PORT-AU-PRINCE (Reuters) – Martine Moise, the widow of Haiti’s assassinated president Jovenel Moise, returned to the Caribbean nation on Saturday for his funeral after she was treated in a Miami hospital for injuries sustained during the July 7 attack at their private residence.
Jovenel Moise was shot dead when assassins armed with assault rifles stormed his home in the hills above Port-au-Prince, tipping the country into uncertainty and sparking a frenzied investigation to identify the authors of the plan.
The Prime Minister’s office tweeted a video of Martine Moise arriving back at the Haitian capital’s Toussaint Louverture international airport on Saturday, wearing all black clothing, donning a bullet proof vest and with her right arm in a sling. She was greeted by Interim Prime Minister Claude Joseph.
“The Prime Minister, Dr. Claude Joseph, welcomes the First Lady, Martine Moise, who arrives in Haiti for the funeral of her husband,” the Prime Minister’s office said.
Martine Moise had tweeted earlier this week while in Miami that she was still coming to terms with the killing of her husband and had thanked a “team of guardian angels who helped me through this terrible time.”
Earlier on Saturday, the important Core Group of international ambassadors and representatives had urged “the formation of a consensual and inclusive government”.
“To this end, we strongly encourage the designated Prime Minister Ariel Henry to continue the mission entrusted to him to form such a government,” the group said. Henry, who Moise designated Prime Minister shortly before being killed, has not been sworn into his position and the country is being led by Joseph.
The Core Group is made up of ambassadors from Germany, Brazil, Canada, Spain, the United States, France, the European Union and special representatives from the United Nations and the Organization of American States.
“As Haiti faces serious dangers, the members of the group express the wish that all political, economic and civil society actors in the country fully support the authorities in their efforts to restore security throughout the country,” it said.
The group also called for the organization of “free, fair, transparent and credible legislative and presidential elections as quickly as possible”.
Senior opposition Senator Patrice Dumont, one of only 10 sitting lawmakers in the normally 30-seat Senate said on Thursday that fair elections cannot be held for at least a year due to the influence of violent gangs and a compromised electoral council.
On Friday a Colombian police chief said the assassination may have ordered by a former Haitian justice ministry official, citing a preliminary investigation that has implicated Haitian-Americans and former Colombian soldiers.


**Task goal**
Look through the data for the string "Actions". Copy every line where it is found.

**Supplied data**
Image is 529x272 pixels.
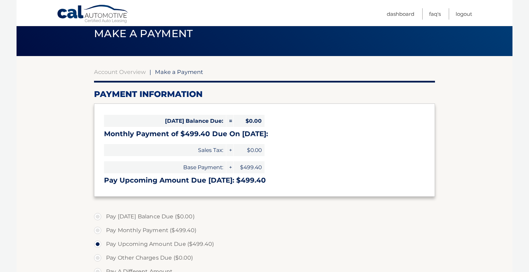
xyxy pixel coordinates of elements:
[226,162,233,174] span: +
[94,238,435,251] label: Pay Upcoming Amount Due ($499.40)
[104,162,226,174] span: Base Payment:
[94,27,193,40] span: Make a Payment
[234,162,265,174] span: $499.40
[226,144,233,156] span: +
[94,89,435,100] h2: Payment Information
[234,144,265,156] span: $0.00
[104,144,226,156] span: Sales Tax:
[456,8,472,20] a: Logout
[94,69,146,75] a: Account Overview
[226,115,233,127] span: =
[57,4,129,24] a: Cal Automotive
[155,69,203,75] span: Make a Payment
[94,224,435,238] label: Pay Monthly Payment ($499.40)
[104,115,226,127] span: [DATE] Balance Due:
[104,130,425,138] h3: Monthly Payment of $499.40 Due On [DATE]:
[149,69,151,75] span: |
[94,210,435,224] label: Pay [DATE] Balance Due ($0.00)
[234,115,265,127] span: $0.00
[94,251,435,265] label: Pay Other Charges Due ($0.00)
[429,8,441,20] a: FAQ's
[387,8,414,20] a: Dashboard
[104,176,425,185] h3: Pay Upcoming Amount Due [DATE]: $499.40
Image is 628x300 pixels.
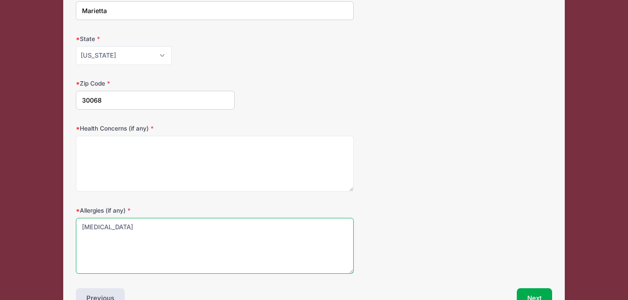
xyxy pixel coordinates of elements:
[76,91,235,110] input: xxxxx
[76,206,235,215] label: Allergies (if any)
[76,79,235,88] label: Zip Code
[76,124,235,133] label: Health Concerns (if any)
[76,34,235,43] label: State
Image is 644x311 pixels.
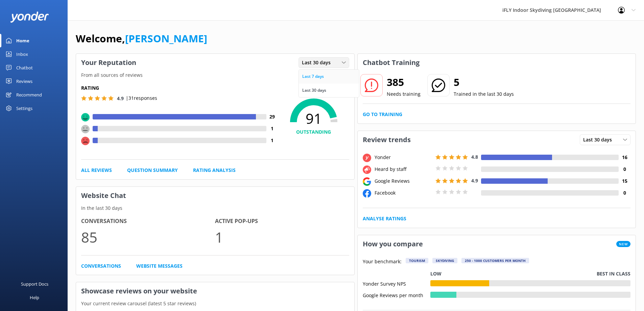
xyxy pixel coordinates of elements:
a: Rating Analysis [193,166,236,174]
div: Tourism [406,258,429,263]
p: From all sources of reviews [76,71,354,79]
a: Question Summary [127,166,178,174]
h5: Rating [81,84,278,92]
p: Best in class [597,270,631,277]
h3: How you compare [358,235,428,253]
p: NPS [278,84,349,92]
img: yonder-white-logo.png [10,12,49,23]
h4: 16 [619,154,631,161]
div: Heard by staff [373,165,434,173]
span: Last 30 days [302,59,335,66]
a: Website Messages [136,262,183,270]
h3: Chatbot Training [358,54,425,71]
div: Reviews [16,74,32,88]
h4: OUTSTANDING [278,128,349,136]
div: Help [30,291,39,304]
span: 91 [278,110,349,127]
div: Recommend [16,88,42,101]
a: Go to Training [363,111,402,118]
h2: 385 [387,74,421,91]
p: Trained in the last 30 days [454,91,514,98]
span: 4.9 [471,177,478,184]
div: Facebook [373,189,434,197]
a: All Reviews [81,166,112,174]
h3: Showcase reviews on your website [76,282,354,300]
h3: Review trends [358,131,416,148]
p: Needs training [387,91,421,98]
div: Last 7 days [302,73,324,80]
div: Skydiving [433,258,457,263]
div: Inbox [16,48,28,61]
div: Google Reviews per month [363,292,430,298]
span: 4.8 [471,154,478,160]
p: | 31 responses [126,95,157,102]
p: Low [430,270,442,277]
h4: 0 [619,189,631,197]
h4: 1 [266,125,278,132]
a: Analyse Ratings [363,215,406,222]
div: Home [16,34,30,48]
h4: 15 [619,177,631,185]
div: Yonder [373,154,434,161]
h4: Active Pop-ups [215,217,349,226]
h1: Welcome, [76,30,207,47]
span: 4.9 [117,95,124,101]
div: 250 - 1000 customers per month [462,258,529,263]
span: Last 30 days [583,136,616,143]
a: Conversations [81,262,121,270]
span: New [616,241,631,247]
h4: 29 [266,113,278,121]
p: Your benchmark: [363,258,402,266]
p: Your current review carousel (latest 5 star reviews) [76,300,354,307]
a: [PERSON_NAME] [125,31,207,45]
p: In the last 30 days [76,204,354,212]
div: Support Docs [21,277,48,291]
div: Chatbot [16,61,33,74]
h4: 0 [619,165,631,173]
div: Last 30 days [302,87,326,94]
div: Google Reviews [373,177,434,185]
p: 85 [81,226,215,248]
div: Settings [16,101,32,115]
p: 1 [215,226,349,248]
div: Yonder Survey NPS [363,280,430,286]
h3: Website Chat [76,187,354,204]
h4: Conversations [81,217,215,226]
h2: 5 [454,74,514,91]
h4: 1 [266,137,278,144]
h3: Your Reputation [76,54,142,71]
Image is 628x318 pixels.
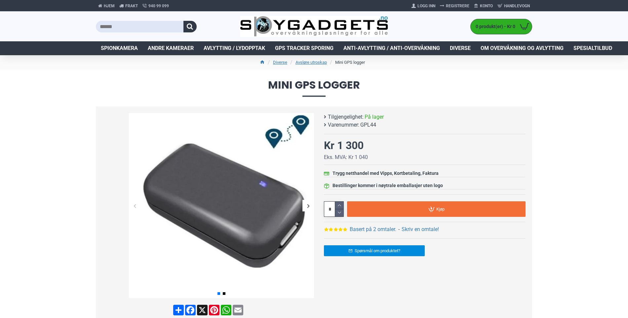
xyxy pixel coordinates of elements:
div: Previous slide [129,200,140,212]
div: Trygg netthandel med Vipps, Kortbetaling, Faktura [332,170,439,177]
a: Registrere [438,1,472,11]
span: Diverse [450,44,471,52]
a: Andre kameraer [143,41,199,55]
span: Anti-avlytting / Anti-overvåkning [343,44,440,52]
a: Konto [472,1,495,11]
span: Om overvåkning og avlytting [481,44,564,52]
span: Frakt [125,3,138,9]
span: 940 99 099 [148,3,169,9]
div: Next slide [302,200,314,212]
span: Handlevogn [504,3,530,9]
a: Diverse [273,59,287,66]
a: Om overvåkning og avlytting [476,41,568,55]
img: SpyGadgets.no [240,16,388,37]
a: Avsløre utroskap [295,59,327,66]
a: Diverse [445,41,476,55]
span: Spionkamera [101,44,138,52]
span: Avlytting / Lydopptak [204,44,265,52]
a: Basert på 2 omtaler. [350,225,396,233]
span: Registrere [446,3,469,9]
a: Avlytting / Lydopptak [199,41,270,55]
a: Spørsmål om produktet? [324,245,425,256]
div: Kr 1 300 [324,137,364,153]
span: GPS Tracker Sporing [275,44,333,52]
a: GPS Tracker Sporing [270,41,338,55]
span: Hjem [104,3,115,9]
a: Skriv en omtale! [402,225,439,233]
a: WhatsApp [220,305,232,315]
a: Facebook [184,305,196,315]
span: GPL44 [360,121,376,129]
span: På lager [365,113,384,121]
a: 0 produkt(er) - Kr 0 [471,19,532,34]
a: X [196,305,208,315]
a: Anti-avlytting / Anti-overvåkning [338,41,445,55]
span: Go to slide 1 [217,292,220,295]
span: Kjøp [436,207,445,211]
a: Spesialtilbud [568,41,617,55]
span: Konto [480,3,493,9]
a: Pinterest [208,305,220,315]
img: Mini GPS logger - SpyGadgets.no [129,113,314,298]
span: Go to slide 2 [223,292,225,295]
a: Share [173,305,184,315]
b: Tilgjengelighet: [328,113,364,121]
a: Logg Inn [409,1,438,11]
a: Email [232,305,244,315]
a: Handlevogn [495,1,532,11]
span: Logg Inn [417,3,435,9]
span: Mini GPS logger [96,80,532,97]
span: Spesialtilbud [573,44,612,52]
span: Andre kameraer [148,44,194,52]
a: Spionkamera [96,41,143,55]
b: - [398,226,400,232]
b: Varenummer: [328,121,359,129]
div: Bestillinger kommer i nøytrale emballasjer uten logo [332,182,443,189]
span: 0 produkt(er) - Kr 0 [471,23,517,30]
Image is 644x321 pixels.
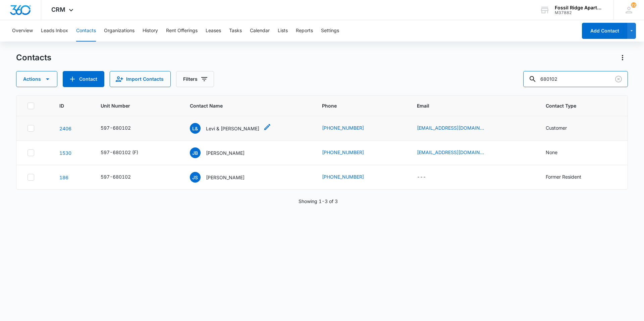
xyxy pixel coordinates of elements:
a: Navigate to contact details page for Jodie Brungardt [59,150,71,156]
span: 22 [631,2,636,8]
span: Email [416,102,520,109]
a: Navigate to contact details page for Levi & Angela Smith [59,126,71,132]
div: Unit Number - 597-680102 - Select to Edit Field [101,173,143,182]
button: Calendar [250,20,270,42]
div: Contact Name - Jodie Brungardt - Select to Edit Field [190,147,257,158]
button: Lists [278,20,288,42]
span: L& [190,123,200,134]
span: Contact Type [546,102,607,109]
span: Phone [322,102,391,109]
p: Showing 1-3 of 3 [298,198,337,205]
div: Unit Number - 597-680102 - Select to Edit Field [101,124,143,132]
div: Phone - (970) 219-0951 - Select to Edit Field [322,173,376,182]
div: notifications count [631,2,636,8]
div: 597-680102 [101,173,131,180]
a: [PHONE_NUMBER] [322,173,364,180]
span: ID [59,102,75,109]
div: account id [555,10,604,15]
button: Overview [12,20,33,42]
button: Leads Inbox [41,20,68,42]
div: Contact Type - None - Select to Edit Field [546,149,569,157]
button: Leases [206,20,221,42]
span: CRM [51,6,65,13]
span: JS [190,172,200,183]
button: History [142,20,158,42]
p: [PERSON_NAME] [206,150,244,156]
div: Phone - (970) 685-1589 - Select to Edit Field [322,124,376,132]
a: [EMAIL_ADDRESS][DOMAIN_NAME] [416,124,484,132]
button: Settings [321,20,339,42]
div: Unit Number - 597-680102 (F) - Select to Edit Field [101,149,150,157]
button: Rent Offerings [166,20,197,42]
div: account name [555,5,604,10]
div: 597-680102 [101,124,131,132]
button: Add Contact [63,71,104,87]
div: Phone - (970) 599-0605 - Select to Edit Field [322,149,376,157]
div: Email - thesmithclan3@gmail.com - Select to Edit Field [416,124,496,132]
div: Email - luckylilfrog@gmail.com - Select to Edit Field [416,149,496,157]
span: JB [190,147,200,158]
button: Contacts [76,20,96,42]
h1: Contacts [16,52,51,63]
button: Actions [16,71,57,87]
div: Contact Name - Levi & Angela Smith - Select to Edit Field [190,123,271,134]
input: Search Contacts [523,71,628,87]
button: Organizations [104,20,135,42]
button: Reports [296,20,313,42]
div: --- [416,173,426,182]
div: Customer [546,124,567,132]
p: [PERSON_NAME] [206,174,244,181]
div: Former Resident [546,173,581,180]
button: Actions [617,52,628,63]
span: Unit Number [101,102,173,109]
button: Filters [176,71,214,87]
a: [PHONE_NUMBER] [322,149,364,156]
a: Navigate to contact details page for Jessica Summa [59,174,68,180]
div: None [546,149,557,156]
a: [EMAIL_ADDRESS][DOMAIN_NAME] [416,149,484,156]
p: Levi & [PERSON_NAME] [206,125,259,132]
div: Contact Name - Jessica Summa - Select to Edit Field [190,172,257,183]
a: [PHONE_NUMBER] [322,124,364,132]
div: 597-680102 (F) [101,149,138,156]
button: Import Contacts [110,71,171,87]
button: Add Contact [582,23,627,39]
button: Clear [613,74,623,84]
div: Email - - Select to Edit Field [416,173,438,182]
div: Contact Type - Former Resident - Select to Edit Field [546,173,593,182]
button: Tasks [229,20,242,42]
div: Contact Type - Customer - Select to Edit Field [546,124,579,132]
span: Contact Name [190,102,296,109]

**Reply to the exercise**
button: Actions [16,71,57,87]
button: Actions [617,52,628,63]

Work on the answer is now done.